4 0.10052641 2043 andrew gelman stats-2013-09-29-The difficulties of measuring just about anything
Introduction: Mark Duckenfield writes: Some comments on statistics and “bad math”, that I think display a clear misunderstanding of statistics and surveys. http://www.armytimes.com/article/20130714/NEWS/307140016/Marine-officer-Scope-sex-assault-problem-exaggerated and the editorial to which it refers http://online.wsj.com/article/SB10001424127887323582904578484941173658754.html The original report is quite clear about weighting things, smaple sizes, etc. The apparent “clincher” argument in the editorial—that over 50% of unwanted sexual advances in the military are experienced by men—seems to confound several things. The first being, of course, that with only 14% of service members being female, it is quite likely by their broad definition that the 86% of service members who are men actually *do* comprise the majority of unwanted sexual attention even if the incidence is only a fraction of that of female service members. Of course, the general population, which is over 50% female would
5 0.093199417 1607 andrew gelman stats-2012-12-05-The p-value is not . . .

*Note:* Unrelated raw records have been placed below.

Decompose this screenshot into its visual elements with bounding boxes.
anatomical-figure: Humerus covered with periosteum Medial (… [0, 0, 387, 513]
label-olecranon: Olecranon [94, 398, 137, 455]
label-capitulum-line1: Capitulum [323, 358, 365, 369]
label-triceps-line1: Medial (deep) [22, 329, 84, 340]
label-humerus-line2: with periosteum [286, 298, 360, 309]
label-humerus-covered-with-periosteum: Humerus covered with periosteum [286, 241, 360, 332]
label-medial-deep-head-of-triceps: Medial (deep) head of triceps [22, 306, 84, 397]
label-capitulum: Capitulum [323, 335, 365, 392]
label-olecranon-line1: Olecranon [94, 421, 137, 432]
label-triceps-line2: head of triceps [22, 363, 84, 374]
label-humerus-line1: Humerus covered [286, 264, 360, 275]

Introduction: From a recent email exchange: I agree that you should never compare p-values directly. The p-value is a strange nonlinear transformation of data that is only interpretable under the null hypothesis. Once you abandon the null (as we do when we observe something with a very low p-value), the p-value itself becomes irrelevant. To put it another way, the p-value is a measure of evidence, it is not an estimate of effect size (as it is often treated, with the idea that a p=.001 effect is larger than a p=.01 effect, etc). Even conditional on sample size, the p-value is not a measure of effect size.
7 0.083594903 1320 andrew gelman stats-2012-05-14-Question 4 of my final exam for Design and Analysis of Sample Surveys
8 0.081824064 1929 andrew gelman stats-2013-07-07-Stereotype threat!

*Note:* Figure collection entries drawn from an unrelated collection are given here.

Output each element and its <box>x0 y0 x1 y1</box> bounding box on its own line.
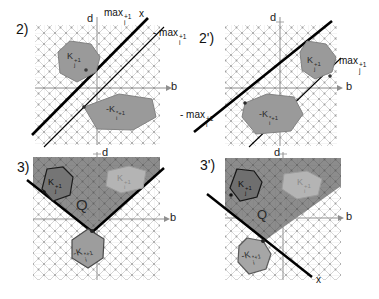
p3p-polygon-K-right-label: K+1i <box>297 178 311 194</box>
p3p-d-axis-label: d <box>274 147 280 158</box>
p2-polygon-negK-lower-label: -K*+1i <box>106 105 125 121</box>
p2p-polygon-negK-lower-label: -K*+1i <box>259 110 278 126</box>
panel-2 <box>32 17 172 147</box>
label-base: K <box>48 177 54 187</box>
label-sub: i <box>85 257 88 262</box>
panel-2prime <box>194 17 343 147</box>
p3p-polygon-K-left-label: K+1j <box>238 180 252 196</box>
label-sub: i <box>116 116 117 121</box>
label-base: K <box>238 179 244 189</box>
p3p-tangent-point-left <box>229 193 233 197</box>
label-sub: j <box>245 191 246 196</box>
label-base: K <box>67 51 73 61</box>
panel-3 <box>27 152 170 280</box>
p2p-tangent-point-lower <box>243 101 247 105</box>
p2p-neg-max-line-label: - max+1i <box>180 110 214 127</box>
p2-max-line-label: max+1i <box>104 8 131 25</box>
label-sub: i <box>253 260 255 265</box>
p3-polygon-K-right-label: K+1i <box>117 174 131 190</box>
p2-tangent-point-lower <box>82 105 86 109</box>
panel-3prime <box>207 152 344 280</box>
label-base: K <box>297 177 303 187</box>
p3-panel-number: 3) <box>17 160 29 174</box>
label-sub: j <box>55 189 56 194</box>
label-base: - max <box>153 27 178 38</box>
p3p-b-axis-label: b <box>346 211 352 222</box>
p2-x-line-label: x <box>139 9 144 19</box>
label-sub: i <box>269 121 270 126</box>
p3-d-axis-label: d <box>102 147 108 158</box>
label-base: K <box>307 55 313 65</box>
label-sub: i <box>179 40 180 45</box>
label-sub: j <box>359 68 360 73</box>
p3-polygon-K-left-label: K+1j <box>48 178 62 194</box>
p3p-cone-apex-point <box>261 239 265 243</box>
p3-Q-region-label: Q <box>76 197 88 212</box>
p2-b-axis-label: b <box>171 81 177 92</box>
label-sub: j <box>314 67 315 72</box>
p2-panel-number: 2) <box>16 22 28 36</box>
p3-b-axis-label: b <box>170 212 176 223</box>
label-sub: j <box>74 63 75 68</box>
p2p-b-axis-arrow-icon <box>337 85 343 91</box>
label-base: - max <box>180 109 205 120</box>
label-sub: i <box>124 20 125 25</box>
p3p-Q-region-label: Q <box>257 208 267 221</box>
label-sub: i <box>124 185 125 190</box>
label-sub: i <box>304 189 305 194</box>
label-base: -K <box>240 249 251 261</box>
p2p-polygon-K-upper-label: K+1j <box>307 56 321 72</box>
label-base: K <box>117 173 123 183</box>
label-base: -K <box>259 109 268 119</box>
p3p-panel-number: 3') <box>200 158 215 172</box>
p2p-tangent-point-upper <box>328 74 332 78</box>
p3-tangent-point-left <box>42 190 46 194</box>
p3p-x-line-label: x <box>316 275 321 285</box>
label-base: -K <box>72 246 83 258</box>
p2-tangent-point-upper <box>84 68 88 72</box>
p2-polygon-K-upper-label: K+1j <box>67 52 81 68</box>
label-base: -K <box>106 104 115 114</box>
p2p-d-axis-label: d <box>270 12 276 23</box>
label-sup: *+1 <box>269 116 278 121</box>
diagram-canvas <box>0 0 379 299</box>
math-figure: 2) d max+1i x - max+1i b K+1j -K*+1i 2')… <box>0 0 379 299</box>
label-sup: *+1 <box>116 111 125 116</box>
p2p-panel-number: 2') <box>199 31 214 45</box>
label-base: max <box>339 55 358 66</box>
p2p-b-axis-label: b <box>346 81 352 92</box>
label-base: max <box>104 7 123 18</box>
label-sub: i <box>206 122 207 127</box>
p2-neg-max-line-label: - max+1i <box>153 28 187 45</box>
p2p-max-line-label: max+1j <box>339 56 366 73</box>
p3-cone-apex-point <box>90 229 94 233</box>
p2-d-axis-label: d <box>87 13 93 24</box>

10 0.079703592 803 andrew gelman stats-2011-07-14-Subtleties with measurement-error models for the evaluation of wacky claims
11 0.077745996 1982 andrew gelman stats-2013-08-15-Blaming scientific fraud on the Kuhnians
12 0.068928033 1194 andrew gelman stats-2012-03-04-Multilevel modeling even when you’re not interested in predictions for new groups
14 0.064741962 963 andrew gelman stats-2011-10-18-Question on Type M errors
15 0.064566232 255 andrew gelman stats-2010-09-04-How does multilevel modeling affect the estimate of the grand mean?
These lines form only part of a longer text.